Margaret Bourke-White, Photographer. Few careers with a camera have been narrated and celebrated as that of Bourke-White; for as legendary as her pictures were, so was the life and name she made for herself with them. Her success was a public fairy tale and a private labor: hard work, showmanship, and compromise intensified by historically high expectations – especially those she had for herself. There was always a story to tell, a client to satisfy, an editor to convince, a truth to capture. Her approach was a perfected high wire act that brought romance and discipline into balance to create widely circulated and appreciated images. She emphatically summoned content and form in compositions that had to please both those with agendas and those subject to them: sellers and buyers, publishers and readers, middle class American audiences and the bigger world they consumed from their sofas. With legendary fortitude and energy, Margaret Bourke-White nailed the assignments she was given with formal brilliance and incisive descriptive power.

In this series of images, we feel a relaxing of her precision as she recorded an emblematic struggle between natural forces and human ingenuity, between our physical limitations and the devices we create to exceed them. The parachute, a post-Seventies euphemism for career transitions (What Color is Your Parachute?), becomes a vast blossom to which male silhouettes are tethered, perplexed, in awe, at odds. The invention that keeps the gravity-bound human body aloft through a slow and safe descent from an airplane is here grounded but still breathing. It is not a magical airborne canopy kept ballast by its cargo, but a tempermental sail struggling to stay air-filled. The men entangled with the giant silken jellyfish and a limbless test dummy appear dressed in three uniforms: a Don Quijote airman complete with leather flight helmet, as Macy’s Parade balloon handlers in white jumpsuits, and as company men in fedoras and long dress coats. It is a fantastic scene set on a flat grassy stage, a featureless landscape where the characters and their dilemma seem to be all that exists except for the rare sighting of the distant plane that delivered them.

Issues that arise when artistry and intention mix with profitability swirled closely around Bourke-White in the socially turbid Thirties, the decade she began as the darling of American advertising photography while famously reporting on the Soviet Union for Fortune, publishing the Depression classic You Have Seen Their Faces with Erskine Caldwell, and helping to launch LIFE Magazine as their marquee staff photographer. A woman who invented herself as she was defined by the powerful men around her, Bourke-White was driven and resourceful. Her desire for control over her circumstances gave her command of her pictures and helped her survive and even flourish professionally. But control can be an illusion, harshly and unpredictably, collapsing the smart image of commercial airlines and other modern industries who hired Bourke-White to idealize the American scene and identify it with their goods and service. In the detail of the postcard settings and beautiful aerial views they commissioned her to produce, was another story of hungry farmers and dustbowl squalor.

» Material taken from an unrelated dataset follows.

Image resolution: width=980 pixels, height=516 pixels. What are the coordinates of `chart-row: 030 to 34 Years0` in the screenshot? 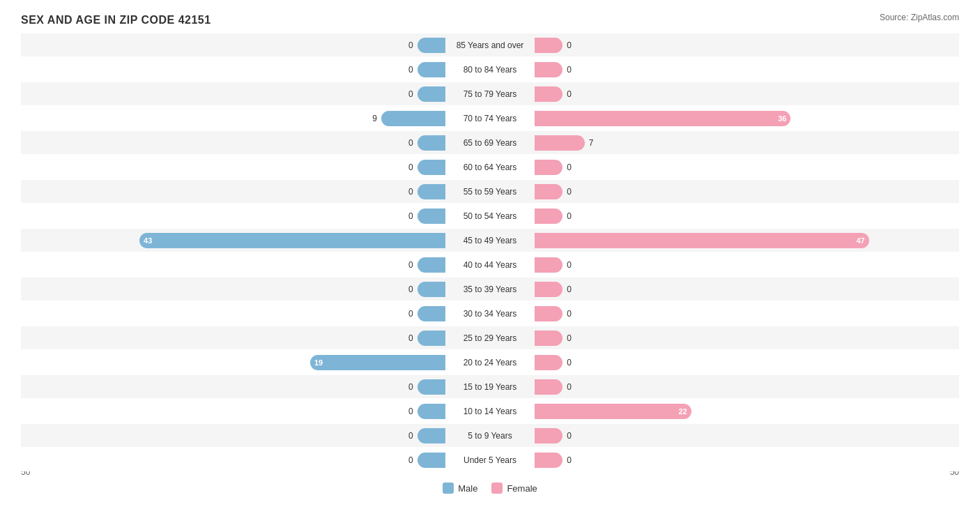 It's located at (490, 314).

In the March 22, 1937 issue of LIFE, a publication just six months old, there was a cover story entitled “Parachutes.” Margaret Bourke-White’s pictures told the story of the Irving Air Chute Company in Buffalo, New York, the world’s largest manufacturer of parachutes, controlling over ninety percent of the market in thirty-eight nations. The making, testing and nature of their product was the content of the copy, but of the twenty images that illustrate the article only two are variants of the twenty that occasion this slim volume. Four years later, parachutes were to become important military gear in active service of World War II, a historic conflict Bourke-White popularly and extensively covered. This greater drama was hinted at in the final paragraphs of an uncredited parachute reporting where Soviet advances in “the sport” of skydiving were described and characterized as a “war threat.” An account of the business success of an American company and its executives was already giving way to a war story, a bigger moneymaker on any newsstand.

The photographic sequence of parachutes being tested by Irving employees in this book did not make the article in 1937, but survive instead as diminutive and precious vintage prints, as art. Their wonder is in their ambiguity, their lack of captions and context, their archetypal address of human insignificance, of who is really pulling the strings. Margaret Bourke-White was a determined woman who held fast to her own reins and became one of photography’s pioneers. At times she was like the parachute test dummy propped up among ambitious men, but most often she was the safely-landed daredevil skydiver – heroic, expert, and irresistibly modern.